In April, four days after Mr. Xi visited his alma mater, Tsinghua University, in Beijing, Wang Xing, founder of the meal-delivery company Meituan and also a Tsinghua graduate, set up a foundation at the university. In June, Mr. Wang donated shares that were worth more than $2 billion to his own foundation.
After two of his employee died and much online criticism, Colin Huang, founder of the e-commerce platform Pinduoduo, said in March that he would step down to make way for the next generation. He is 41 and was just named China’s second-richest person.
In May, Zhang Yiming, 38, founder of ByteDance, the parent company of TikTok, announced that he would also resign as chief executive. A month later, he unveiled a $77 million donation to set up an education foundation in his hometown. The Wall Street Journal also reported that he shelved ByteDance’s I.P.O. plans in March after meeting with regulators.
A business unit of Tencent said last month that its employees were now required to leave the office by 6 p.m. on Wednesdays and 9 p.m. on other weekdays. ByteDance announced this month that it would abolish the requirement of working on Saturdays every other week, a common practice at many Chinese companies.
After the Didi crackdown, similar announcements kept coming. JD.com, an e-commerce platform, said on Tuesday that it would increase its employees’ average annual salary to 16 months of pay from 14 months. On Friday, Lei Jun, founder of the smartphone maker Xiaomi, donated shares worth more than $2 billion to two foundations.
What do all of these actions have to do with antitrust and curbing the power of Big Tech? Not much directly. But the companies and entrepreneurs are effectively telling the government that they know who the master is and that they need to do things that at least look as if they will reduce social inequality and discontent.

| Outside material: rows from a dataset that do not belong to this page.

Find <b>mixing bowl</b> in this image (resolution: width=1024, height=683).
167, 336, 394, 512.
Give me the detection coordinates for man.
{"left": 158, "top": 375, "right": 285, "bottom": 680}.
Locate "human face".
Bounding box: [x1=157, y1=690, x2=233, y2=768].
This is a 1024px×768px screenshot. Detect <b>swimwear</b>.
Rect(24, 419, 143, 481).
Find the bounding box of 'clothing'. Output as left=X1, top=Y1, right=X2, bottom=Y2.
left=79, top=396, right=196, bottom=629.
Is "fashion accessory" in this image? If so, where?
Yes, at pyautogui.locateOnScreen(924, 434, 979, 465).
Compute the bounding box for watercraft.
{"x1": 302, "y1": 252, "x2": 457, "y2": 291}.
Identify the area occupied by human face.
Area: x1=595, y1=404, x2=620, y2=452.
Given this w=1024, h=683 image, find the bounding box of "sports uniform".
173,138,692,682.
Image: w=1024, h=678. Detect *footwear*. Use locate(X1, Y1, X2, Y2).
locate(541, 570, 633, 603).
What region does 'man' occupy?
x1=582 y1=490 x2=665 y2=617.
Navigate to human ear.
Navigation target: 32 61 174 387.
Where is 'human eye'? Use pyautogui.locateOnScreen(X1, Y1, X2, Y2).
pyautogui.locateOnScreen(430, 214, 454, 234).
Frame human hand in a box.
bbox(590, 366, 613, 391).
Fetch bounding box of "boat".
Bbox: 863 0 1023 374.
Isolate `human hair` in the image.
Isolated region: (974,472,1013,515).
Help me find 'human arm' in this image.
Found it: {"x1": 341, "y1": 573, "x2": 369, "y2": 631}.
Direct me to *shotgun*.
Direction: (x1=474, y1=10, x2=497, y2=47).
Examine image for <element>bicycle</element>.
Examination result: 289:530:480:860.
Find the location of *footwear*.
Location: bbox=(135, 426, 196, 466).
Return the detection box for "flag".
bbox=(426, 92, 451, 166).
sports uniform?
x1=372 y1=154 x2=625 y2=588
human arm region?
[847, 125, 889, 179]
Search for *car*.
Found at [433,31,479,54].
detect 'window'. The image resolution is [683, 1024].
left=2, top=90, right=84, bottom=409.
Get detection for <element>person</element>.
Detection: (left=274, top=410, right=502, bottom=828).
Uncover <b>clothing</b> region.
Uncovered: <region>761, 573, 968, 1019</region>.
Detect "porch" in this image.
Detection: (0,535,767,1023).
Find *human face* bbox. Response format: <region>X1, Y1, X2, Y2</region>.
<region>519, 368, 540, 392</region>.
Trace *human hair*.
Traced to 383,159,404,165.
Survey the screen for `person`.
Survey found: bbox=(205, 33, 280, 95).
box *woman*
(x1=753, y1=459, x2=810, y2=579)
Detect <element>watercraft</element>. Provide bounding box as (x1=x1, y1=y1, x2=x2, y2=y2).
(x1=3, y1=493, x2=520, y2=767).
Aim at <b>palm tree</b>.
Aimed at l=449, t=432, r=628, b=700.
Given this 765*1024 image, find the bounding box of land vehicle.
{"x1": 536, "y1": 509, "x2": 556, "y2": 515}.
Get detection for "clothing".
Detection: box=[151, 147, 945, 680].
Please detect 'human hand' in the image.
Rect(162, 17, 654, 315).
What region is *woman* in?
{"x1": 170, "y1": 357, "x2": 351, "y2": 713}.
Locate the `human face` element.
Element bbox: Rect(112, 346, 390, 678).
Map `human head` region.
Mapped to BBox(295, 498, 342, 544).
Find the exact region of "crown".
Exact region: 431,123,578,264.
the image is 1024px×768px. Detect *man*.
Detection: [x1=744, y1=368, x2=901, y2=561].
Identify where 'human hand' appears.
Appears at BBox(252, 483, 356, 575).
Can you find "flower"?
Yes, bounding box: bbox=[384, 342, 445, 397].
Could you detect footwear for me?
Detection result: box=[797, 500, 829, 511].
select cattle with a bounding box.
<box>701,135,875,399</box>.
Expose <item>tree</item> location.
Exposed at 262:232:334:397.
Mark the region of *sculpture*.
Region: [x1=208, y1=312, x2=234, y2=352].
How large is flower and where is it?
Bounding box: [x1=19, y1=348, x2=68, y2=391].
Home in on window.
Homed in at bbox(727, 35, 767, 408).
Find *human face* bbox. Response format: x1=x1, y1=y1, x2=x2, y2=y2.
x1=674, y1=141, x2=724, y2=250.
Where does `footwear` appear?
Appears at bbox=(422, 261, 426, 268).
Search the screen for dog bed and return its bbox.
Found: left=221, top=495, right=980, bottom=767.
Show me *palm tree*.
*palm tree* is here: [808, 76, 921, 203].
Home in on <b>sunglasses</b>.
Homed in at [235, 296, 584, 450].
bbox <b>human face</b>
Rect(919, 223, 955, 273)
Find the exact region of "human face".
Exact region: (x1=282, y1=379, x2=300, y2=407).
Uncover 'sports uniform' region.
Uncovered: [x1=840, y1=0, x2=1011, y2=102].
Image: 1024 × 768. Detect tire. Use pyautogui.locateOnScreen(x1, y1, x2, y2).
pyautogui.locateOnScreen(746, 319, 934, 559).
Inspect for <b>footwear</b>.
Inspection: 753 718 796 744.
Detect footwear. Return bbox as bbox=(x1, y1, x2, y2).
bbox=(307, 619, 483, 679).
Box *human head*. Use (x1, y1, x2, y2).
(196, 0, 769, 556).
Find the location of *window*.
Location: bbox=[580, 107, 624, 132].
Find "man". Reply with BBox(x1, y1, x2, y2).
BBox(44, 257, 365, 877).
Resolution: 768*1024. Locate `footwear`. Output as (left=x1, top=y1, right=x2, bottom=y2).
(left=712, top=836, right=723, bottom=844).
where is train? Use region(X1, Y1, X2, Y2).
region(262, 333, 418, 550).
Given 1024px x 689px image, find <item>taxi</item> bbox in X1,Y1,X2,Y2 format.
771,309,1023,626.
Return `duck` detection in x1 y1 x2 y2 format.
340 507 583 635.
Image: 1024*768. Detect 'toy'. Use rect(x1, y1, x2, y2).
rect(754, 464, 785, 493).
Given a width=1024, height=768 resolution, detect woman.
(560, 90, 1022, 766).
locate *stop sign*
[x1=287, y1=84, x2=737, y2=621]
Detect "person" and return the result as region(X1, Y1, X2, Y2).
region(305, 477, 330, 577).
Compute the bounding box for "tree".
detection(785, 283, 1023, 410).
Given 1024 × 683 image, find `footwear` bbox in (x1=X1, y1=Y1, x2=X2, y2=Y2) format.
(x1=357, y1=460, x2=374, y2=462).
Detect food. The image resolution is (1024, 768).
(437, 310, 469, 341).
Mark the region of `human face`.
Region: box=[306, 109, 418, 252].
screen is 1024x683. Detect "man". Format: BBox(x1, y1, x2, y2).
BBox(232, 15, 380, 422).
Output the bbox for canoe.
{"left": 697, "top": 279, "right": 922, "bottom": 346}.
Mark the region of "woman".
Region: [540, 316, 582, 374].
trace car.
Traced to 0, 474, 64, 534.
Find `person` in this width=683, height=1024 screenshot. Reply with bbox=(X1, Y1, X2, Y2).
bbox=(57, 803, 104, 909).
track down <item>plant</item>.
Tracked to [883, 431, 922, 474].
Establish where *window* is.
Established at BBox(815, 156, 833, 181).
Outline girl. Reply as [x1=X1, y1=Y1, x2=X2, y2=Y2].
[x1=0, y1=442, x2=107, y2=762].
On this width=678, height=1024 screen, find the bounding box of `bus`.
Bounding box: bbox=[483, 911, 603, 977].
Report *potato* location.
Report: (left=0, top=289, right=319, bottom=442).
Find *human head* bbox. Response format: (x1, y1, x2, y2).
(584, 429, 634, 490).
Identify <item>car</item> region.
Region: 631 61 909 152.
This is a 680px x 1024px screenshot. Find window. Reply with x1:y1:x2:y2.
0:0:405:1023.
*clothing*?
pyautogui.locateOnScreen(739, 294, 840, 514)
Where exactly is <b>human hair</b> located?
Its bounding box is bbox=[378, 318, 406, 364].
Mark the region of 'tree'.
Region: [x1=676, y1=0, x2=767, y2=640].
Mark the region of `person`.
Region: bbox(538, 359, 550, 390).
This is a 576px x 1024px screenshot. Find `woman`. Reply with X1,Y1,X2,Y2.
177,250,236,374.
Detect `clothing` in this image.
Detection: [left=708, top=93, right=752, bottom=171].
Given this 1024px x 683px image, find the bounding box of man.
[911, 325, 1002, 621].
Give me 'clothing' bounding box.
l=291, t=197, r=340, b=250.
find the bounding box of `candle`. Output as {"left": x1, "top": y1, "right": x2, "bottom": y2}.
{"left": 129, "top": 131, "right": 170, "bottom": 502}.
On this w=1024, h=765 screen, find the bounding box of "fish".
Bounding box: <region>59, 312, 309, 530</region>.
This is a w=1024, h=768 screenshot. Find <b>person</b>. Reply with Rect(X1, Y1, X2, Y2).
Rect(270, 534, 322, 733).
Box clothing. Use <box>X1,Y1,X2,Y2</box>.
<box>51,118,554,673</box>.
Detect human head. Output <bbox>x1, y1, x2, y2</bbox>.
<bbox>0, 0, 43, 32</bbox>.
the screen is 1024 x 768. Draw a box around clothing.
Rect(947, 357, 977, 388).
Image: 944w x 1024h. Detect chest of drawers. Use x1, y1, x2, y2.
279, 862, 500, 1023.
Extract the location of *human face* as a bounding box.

The other “sin” Didi committed is that it went public in New York at a time when the geopolitical tension between China and the United States is intensifying and the two countries are fighting for tech supremacy.
There’s a growing concern in China that many tech companies, backed by Western venture capital firms and listed in New York, could become economic pawns if bilateral relations deteriorate. China has announced that it will require domestic tech companies to submit to a cybersecurity checkup before they list their shares abroad, which will probably thwart most I.P.O. plans.
“China needs to prepare for the worst case scenario,” a Weibo user, Xiong Weizhou, commented on his verified Weibo account. “It could be a war with Taiwan or sanctions by the U.S. and Europe. Important Chinese companies shouldn’t become the nation’s soft underbelly.”